David Towers Cabinet-maker Handmade  Free standing and fitted furniture

Cabinet-Making

Wood is a natural material which needs care and expertise to get the best out of it. Our knowledge today is based on the successes (and failures) over the hundreds of years our craft has evolved

Selecting - Fine furniture starts with selecting my own timber at a specialist wood yard. Hardwood is sold as rough sawn boards.  There is a huge variation within a species (for example oak) and I select for quality and appearance. There are dark boards and light boards,  there are different grain patterns (regular straight lines to large whorls and swirls) and fine furniture means working with, not against, these natural variations.

Preparation - The boards then have to be cut to the rough size and planed flat -  more complicated than it sounds because wood ‘moves’. It expands and contracts as it absorbs and releases moisture but unfortunately not uniformly, so it twists and warps. Just running it all through a machine today may give you straight boards now - but not when you come back to them in a week.

Jointing - Once all the components are stable and flat then the joints have to be cut.  Choosing the right joints is the real technical skill of cabinet-making - using them to overcome the inherent problems of wood:  its movement (it will get fatter then thinner but not longer), its strength (along the grain) and weakness (across the grain), and the impossibility of gluing end grain.. If this is done properly (as it was in the past) then that piece of furniture will last for hundreds of years

Assembly - the challenge of getting everything square in three dimensions. Which is nerve racking because you only get one go, and it’s against the clock as the glue dries. You can wreck a months work in twenty minutes…

Finishing, -  I use natural finishes, sometimes shellac, more often oil and wax. Oil and wax gives a low sheen (which I prefer) but most importantly it is repairable.  If you scrape or scratch or bang a natural finish  (and someone will) then it can be fixed - so in five, or twenty, or one hundred years time it will still look good.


Prompt
A complete answer includes every line below with the word "running".

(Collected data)
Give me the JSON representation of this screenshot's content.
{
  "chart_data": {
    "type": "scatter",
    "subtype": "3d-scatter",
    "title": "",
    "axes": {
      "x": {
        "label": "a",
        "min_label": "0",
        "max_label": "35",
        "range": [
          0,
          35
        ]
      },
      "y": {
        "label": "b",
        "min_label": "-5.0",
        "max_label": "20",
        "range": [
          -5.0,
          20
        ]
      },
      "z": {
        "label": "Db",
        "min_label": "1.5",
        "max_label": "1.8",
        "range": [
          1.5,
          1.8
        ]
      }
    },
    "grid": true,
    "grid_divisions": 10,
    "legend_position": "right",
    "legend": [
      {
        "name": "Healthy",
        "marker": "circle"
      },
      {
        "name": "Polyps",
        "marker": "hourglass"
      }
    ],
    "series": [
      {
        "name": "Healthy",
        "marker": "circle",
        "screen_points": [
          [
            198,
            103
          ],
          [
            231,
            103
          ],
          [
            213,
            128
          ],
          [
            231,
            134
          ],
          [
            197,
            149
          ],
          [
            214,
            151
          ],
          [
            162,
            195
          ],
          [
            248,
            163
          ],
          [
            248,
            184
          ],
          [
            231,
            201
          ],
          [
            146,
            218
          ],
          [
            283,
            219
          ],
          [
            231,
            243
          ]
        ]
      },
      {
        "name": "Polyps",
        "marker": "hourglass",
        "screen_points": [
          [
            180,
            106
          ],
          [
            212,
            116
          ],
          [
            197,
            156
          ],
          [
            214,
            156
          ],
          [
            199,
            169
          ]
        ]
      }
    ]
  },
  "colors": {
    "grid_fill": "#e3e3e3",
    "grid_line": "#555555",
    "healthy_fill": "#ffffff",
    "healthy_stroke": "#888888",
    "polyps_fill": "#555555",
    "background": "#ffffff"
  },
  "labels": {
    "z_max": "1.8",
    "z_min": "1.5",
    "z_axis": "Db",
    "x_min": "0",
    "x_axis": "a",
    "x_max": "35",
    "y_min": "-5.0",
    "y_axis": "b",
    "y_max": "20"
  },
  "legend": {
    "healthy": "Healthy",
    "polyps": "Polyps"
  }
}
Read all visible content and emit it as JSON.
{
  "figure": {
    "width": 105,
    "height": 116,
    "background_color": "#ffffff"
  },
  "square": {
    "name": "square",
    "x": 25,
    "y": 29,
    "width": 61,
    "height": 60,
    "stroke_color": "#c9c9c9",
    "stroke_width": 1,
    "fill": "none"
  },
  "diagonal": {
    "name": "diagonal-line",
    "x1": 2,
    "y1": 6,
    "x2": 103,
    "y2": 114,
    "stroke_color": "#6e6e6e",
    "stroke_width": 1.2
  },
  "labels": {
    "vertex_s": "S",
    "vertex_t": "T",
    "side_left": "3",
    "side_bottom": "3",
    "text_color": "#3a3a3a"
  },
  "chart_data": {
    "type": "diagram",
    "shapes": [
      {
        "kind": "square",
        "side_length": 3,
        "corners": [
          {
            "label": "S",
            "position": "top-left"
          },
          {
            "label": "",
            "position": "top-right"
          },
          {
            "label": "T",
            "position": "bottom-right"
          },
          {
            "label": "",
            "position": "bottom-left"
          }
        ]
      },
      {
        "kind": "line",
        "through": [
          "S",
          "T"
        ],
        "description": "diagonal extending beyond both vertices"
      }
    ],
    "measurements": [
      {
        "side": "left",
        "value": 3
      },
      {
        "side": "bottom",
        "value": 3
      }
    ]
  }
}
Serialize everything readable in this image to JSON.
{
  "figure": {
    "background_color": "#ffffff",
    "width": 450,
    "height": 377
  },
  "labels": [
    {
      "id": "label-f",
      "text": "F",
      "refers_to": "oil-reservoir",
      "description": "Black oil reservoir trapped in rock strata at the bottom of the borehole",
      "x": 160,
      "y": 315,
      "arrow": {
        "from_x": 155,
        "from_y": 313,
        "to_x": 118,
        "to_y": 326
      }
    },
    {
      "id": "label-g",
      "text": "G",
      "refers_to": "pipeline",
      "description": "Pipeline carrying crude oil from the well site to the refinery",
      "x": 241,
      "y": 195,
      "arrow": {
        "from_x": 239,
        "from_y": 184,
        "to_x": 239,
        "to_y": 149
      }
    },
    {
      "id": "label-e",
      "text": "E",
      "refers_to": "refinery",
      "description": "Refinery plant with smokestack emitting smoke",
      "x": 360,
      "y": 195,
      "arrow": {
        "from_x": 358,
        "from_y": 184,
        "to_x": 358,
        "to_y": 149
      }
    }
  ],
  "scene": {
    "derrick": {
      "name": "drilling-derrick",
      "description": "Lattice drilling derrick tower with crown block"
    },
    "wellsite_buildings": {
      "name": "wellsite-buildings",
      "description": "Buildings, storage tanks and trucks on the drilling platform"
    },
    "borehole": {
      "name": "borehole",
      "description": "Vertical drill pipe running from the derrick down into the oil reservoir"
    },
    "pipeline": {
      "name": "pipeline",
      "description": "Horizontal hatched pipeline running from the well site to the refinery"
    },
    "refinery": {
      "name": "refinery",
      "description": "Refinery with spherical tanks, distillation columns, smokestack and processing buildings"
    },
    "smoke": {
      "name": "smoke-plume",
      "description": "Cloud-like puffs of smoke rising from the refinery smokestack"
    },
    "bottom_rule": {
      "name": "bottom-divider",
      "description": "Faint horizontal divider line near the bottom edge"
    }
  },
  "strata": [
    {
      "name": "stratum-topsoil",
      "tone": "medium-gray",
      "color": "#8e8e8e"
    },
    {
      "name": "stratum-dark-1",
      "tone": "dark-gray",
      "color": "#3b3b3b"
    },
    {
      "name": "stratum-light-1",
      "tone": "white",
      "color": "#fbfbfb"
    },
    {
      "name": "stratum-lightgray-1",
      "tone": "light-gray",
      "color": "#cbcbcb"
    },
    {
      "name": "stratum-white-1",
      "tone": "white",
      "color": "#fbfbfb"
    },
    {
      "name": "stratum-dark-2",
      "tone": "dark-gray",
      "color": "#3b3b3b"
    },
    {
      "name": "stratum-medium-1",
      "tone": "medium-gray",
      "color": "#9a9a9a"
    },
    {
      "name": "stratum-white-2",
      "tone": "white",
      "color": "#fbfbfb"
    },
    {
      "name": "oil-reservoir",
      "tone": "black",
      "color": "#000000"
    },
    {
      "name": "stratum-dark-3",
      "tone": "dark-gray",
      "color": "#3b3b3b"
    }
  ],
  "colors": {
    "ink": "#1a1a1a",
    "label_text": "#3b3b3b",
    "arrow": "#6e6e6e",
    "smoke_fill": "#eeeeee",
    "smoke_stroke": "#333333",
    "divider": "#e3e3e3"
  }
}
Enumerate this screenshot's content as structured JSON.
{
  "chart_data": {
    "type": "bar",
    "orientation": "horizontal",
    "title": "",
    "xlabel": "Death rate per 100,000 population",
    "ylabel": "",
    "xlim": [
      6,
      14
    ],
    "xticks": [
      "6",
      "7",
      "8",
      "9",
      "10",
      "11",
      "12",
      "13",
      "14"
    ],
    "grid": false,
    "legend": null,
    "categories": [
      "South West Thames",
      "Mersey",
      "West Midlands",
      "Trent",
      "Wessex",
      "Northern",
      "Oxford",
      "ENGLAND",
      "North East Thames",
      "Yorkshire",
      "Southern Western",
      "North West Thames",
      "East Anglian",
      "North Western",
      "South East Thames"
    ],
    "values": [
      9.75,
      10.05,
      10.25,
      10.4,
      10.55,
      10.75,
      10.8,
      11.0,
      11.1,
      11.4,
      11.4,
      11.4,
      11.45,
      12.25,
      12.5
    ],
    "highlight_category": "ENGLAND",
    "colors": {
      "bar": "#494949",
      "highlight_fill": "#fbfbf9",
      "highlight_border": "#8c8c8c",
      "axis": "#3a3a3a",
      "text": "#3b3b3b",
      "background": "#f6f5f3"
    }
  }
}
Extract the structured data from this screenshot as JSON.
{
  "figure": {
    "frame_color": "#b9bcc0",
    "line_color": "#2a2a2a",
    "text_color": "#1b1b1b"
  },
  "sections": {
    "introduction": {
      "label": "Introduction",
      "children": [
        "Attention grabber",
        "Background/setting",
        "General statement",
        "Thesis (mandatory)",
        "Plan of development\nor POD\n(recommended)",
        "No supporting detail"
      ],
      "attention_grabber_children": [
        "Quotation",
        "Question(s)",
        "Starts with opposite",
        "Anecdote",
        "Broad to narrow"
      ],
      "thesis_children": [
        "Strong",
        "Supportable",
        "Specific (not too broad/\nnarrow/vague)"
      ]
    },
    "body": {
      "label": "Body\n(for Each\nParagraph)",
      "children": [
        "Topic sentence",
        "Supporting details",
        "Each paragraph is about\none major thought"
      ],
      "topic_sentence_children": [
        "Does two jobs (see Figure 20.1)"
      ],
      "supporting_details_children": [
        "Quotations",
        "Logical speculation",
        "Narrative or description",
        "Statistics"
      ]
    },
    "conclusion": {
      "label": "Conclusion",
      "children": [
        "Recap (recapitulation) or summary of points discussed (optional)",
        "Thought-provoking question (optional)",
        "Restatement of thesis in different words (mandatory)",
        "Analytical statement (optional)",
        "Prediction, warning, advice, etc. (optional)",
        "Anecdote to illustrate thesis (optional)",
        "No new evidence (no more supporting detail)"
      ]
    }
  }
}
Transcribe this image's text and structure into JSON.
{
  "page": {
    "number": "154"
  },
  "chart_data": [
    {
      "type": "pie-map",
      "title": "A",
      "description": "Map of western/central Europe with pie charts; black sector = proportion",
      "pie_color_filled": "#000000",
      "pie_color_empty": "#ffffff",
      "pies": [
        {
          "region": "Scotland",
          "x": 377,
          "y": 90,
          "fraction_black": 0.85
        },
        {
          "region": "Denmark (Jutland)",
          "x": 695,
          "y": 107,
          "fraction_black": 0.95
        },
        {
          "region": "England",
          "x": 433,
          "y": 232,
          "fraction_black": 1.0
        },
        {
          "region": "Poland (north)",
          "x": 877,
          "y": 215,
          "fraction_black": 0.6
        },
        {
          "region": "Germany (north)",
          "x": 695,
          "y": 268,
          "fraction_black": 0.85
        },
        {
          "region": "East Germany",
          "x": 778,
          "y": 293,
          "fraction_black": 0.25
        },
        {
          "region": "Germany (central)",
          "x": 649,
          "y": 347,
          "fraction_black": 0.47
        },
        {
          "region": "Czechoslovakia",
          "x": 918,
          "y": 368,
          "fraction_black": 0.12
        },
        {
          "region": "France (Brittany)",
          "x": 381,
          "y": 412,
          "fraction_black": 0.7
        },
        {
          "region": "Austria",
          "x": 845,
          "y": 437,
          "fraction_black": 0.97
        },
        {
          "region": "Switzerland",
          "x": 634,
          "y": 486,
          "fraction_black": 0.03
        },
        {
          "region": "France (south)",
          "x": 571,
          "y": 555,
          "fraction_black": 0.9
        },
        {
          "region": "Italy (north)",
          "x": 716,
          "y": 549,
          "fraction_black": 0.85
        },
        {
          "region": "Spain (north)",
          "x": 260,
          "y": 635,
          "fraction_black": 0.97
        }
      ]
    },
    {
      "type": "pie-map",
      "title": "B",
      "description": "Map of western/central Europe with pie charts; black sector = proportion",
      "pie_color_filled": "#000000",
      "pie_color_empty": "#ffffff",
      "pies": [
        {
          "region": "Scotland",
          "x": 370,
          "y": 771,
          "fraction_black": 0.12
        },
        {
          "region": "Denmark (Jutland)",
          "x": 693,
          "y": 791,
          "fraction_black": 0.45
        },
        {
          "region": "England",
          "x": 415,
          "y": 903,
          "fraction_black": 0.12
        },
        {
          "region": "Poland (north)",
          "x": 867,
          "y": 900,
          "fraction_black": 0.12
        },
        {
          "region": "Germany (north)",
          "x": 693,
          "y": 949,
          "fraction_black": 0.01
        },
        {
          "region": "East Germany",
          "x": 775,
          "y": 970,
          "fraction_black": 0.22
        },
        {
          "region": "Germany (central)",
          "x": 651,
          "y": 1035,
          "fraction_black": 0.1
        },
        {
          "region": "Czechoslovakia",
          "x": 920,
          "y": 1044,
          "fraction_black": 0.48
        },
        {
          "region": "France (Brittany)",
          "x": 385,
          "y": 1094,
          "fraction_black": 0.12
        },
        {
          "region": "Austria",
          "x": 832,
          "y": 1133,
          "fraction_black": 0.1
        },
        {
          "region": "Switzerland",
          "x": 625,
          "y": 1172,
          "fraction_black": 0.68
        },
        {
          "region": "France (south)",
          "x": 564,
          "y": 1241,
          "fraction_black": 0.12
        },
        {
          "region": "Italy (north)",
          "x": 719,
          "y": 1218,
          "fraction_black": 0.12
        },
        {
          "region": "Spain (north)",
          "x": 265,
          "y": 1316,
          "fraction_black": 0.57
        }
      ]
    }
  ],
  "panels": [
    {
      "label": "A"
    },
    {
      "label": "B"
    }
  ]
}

Task answer
      "description": "Vertical drill pipe running from the derrick down into the oil reservoir"
      "description": "Horizontal hatched pipeline running from the well site to the refinery"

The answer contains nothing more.